The one-time feminist icon, author of The Beauty Myth, and holder of an Oxford University PhD, has been banned for life from Twitter for peddling the worst form of paranoid anti-vaccine trash.

Recent missives include the claim that Covid vaccines are a “software platform that can receive uploads”, for which I was going to use the word “baseless” except that the more appropriate adjective would seem to be “bizarre”.

Even a post as unhinged as that almost pales by comparison to the idea that “vaccinated people’s urine/feces”(sic) need to be separated from general sewage supplies/waterways until the impact on unvaccinated people via drinking water is established.

Naomi Wolf seems to be living in her own personal episode of Black Mirror.

Small wonder that news of the ban was generally welcomed. But, of course, there were critics who inevitably raised the issue of free speech.

At this point, it’s worth noting that Wolf’s exclusion from Twitter came shortly after Facebook announced that Donald Trump’s suspended account would remain that way for two years.

The social network said it would then evaluate “external factors”, including the potential risk to public safety, before deciding on whether to reinstate the former president’s access.

It bears repeating, because it’s often wilfully ignored, that Facebook and Twitter are both private businesses with terms and conditions that users are required to sign up to before getting started – even if, as Trump’s previous social media postings demonstrate, they haven’t always been enforced with much in the way of consistency.
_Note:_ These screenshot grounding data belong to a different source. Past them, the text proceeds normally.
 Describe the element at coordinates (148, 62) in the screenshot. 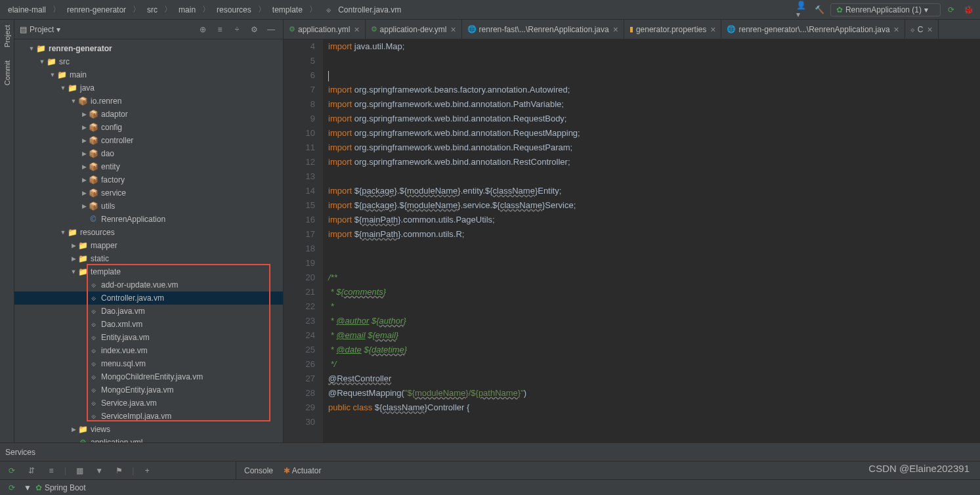

I see `tree-item-src: ▼📁src` at that location.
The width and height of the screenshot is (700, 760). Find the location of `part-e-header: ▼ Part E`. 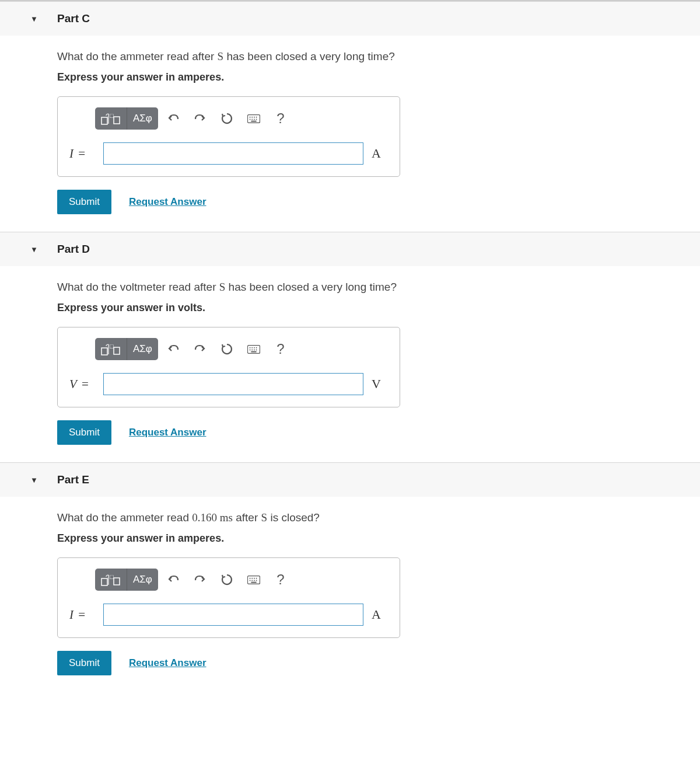

part-e-header: ▼ Part E is located at coordinates (350, 480).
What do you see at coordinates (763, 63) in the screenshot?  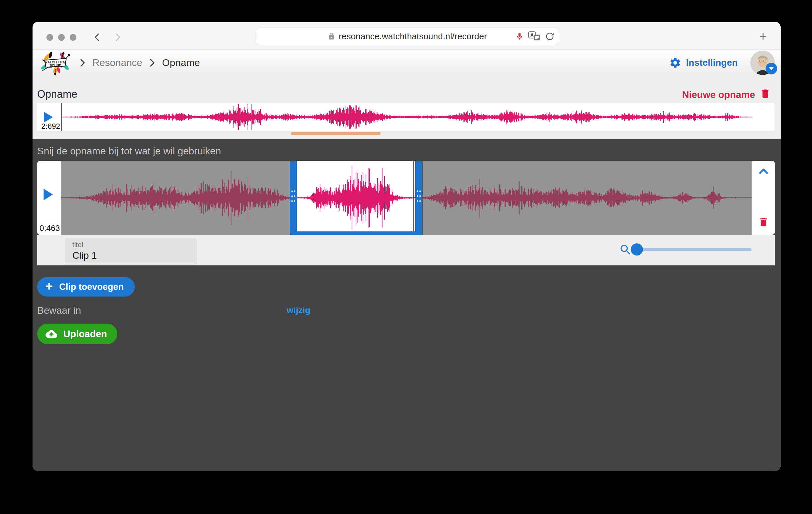 I see `account-menu` at bounding box center [763, 63].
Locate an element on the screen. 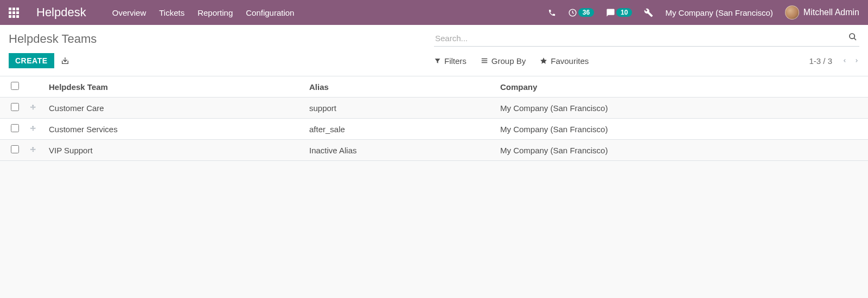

It is also worth pointing out that while Wolf may have lost the ability to send cuckoo tweets, no one’s going to hijack whatever aeroplane she chooses to fly on to get to the Fox News studios for her next appearance for the purposes of throwing her in jail.

The same is true of Trump, although he seems to prefer the channel’s smaller (and even more extreme) rival, Newsmax, these days.

If you want to know what a real squeeze on free speech looks like, just ask Roman Protasevich, the victim of just such an act of piracy, when he gets out of the Belarusian jail cell he currently occupies. If he gets out.

But while Twitter and Facebook are private businesses, which gives them broad leeway in the oversight of their platforms, those platforms are both appallingly powerful and influential, and their inability to get their heads around how best to handle the regulatory aspect of their businesses has inevitably drawn in governments, which are increasingly minded to take the job away from them.

One example of that would be the British government’s Online Safety Bill.

The fact that it has been subject to repeated delays rather demonstrates that the knotty problems presented by social media platforms pose a challenge for governments, too, even if they’re well intentioned.

The former Labour MP Ruth Smeeth, who knows a thing or two about the depths to which posts on social media can sink after she spoke out against antisemitism in the party, has voiced concerns about the bill turning into a “censor’s charter” in her current role as CEO of Index on Censorship.

The challenges posed by these platforms demand the sort of careful thought and consideration they’ve arguably played a role in sweeping aside.

That said, Twitter’s decision on Wolf was probably the right one. The same is true of Facebook’s vis-a-vis Trump, even though the debate there is arguably more nuanced (Angela Merkel, for one, is no fan of his social media blacklisting).

To quote an analogy that’s become something of a cliche in debates about free speech, you really shouldn’t be able to yell “Fire!” in a crowded theatre, even in the US with its first amendment.

In a very real sense, Wolf did just that. Malicious anti-vax falsehoods could get vulnerable people, who decline vaccination as a result of them, killed. Trump managed to incite an armed insurrection that did get people killed, with his repeated lies about the US election.

Their respective social media bans simply mean that their discordant trumpets have lost some of their volume. But they can still be blown – and heard.

So these people are no martyrs. It’s time to stop pretending that they are.